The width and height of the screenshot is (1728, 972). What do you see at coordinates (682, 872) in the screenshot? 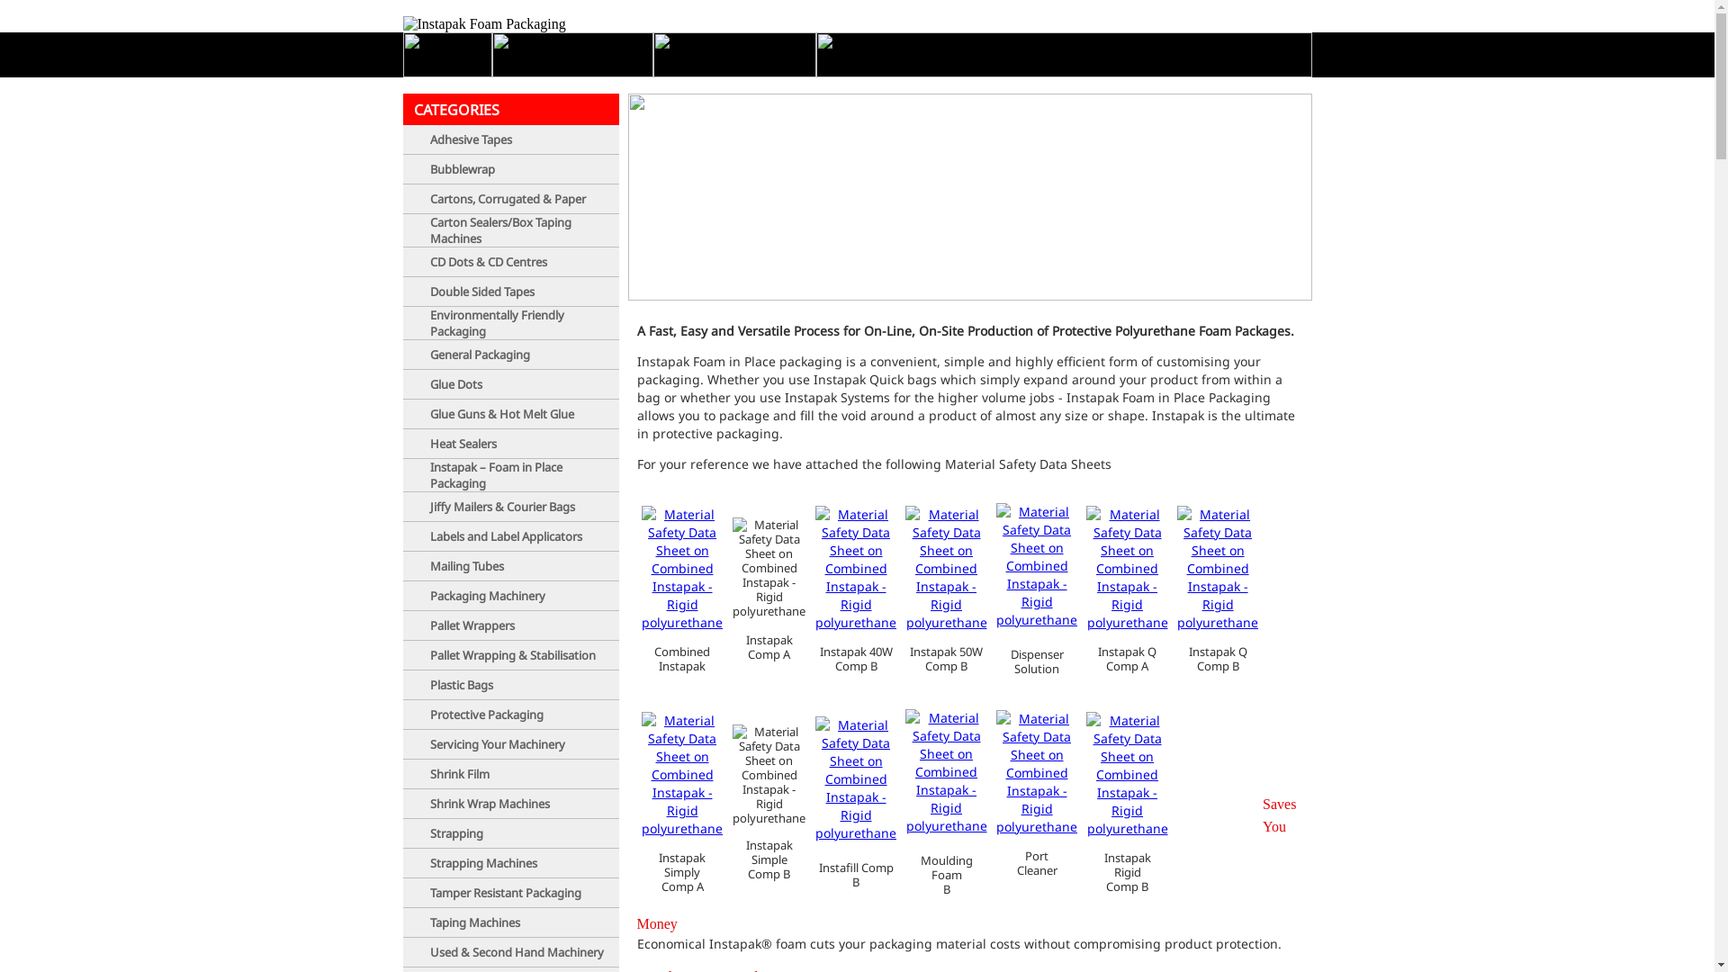
I see `Instapak Simply
Comp A` at bounding box center [682, 872].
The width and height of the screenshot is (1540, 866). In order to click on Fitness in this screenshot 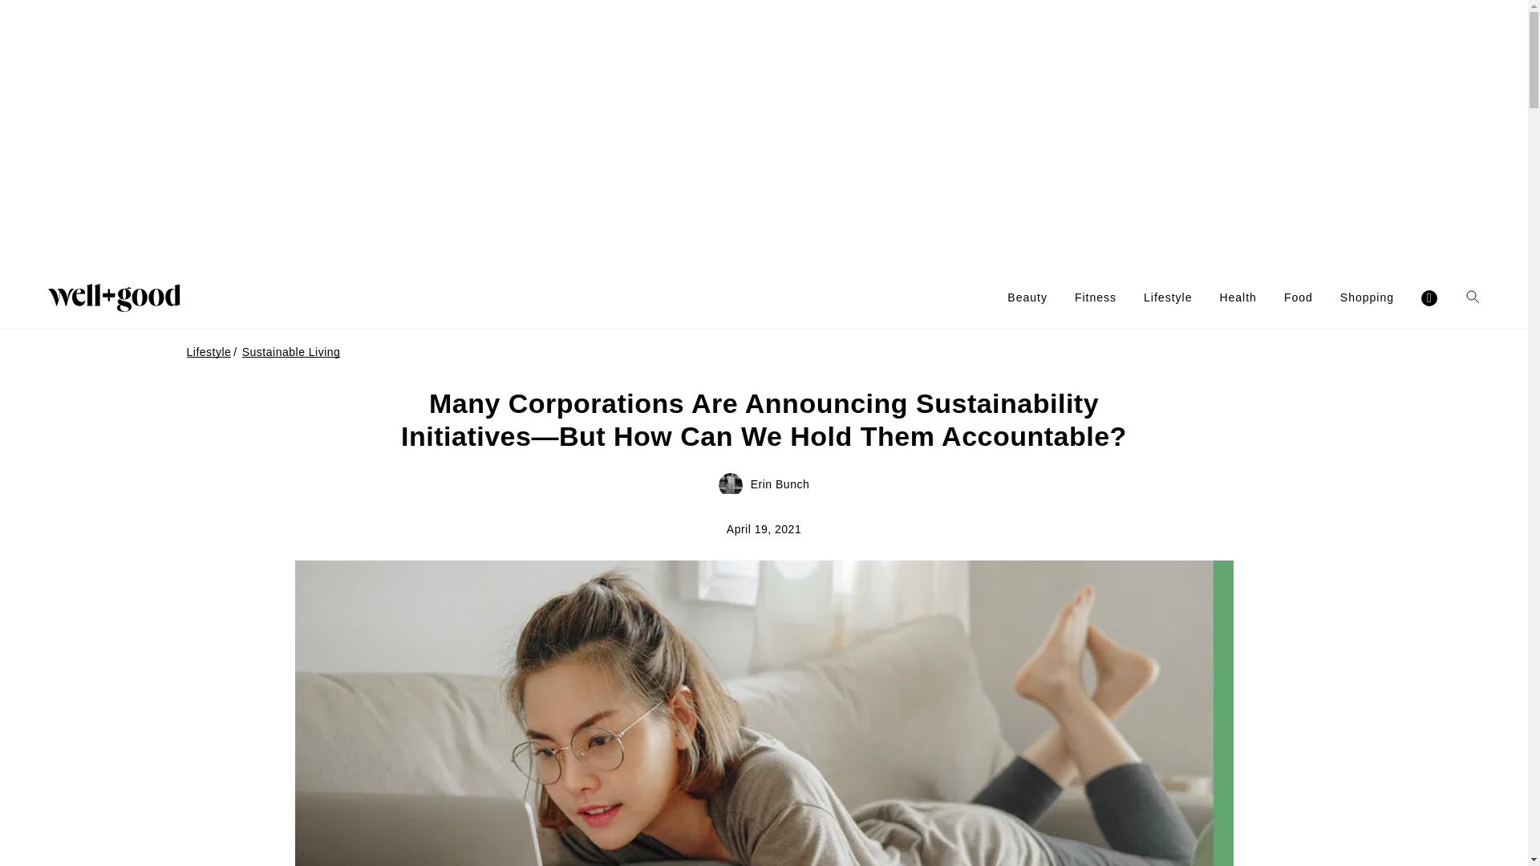, I will do `click(1096, 298)`.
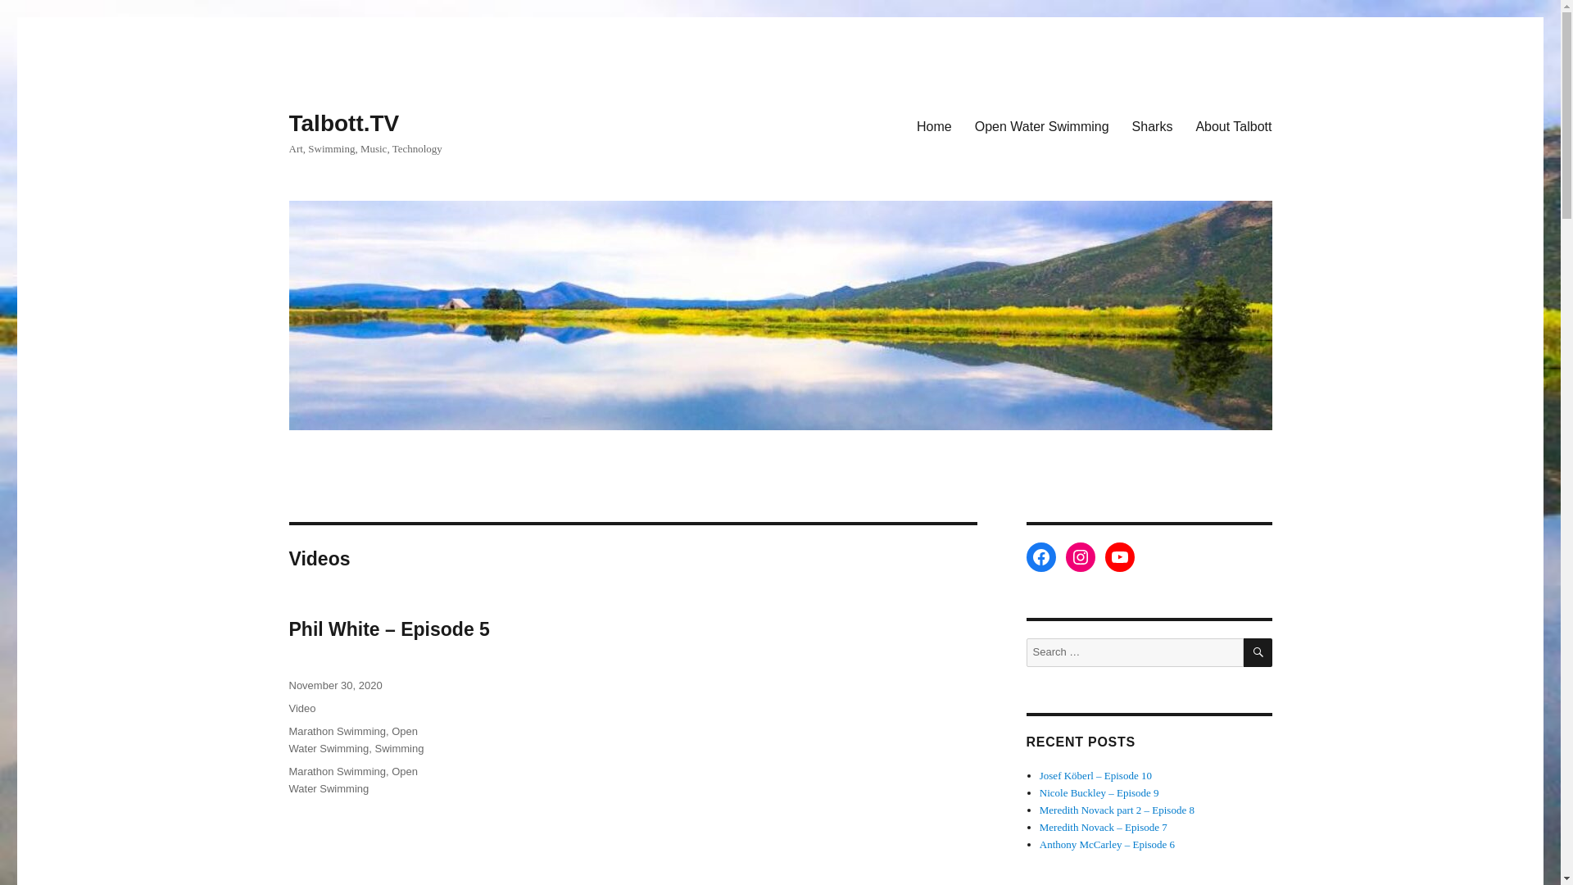 This screenshot has width=1573, height=885. What do you see at coordinates (1152, 125) in the screenshot?
I see `Sharks` at bounding box center [1152, 125].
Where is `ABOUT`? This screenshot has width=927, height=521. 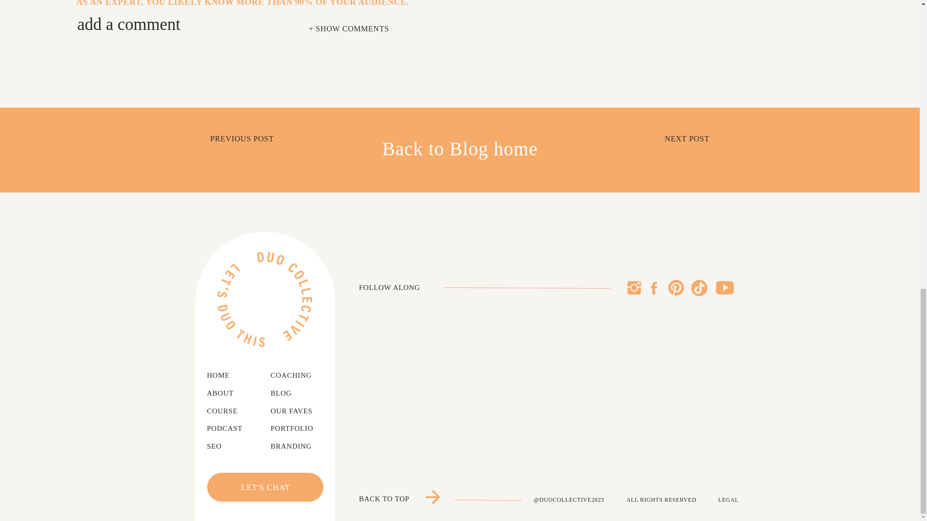
ABOUT is located at coordinates (226, 394).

——

■ **Required work**: Leave the pictures out and reproduce exactly the lines from the line with "has width=927, height=521." to the end of the material above.

■ **Task solution**:
Where is `ABOUT`? This screenshot has width=927, height=521. 
ABOUT is located at coordinates (226, 394).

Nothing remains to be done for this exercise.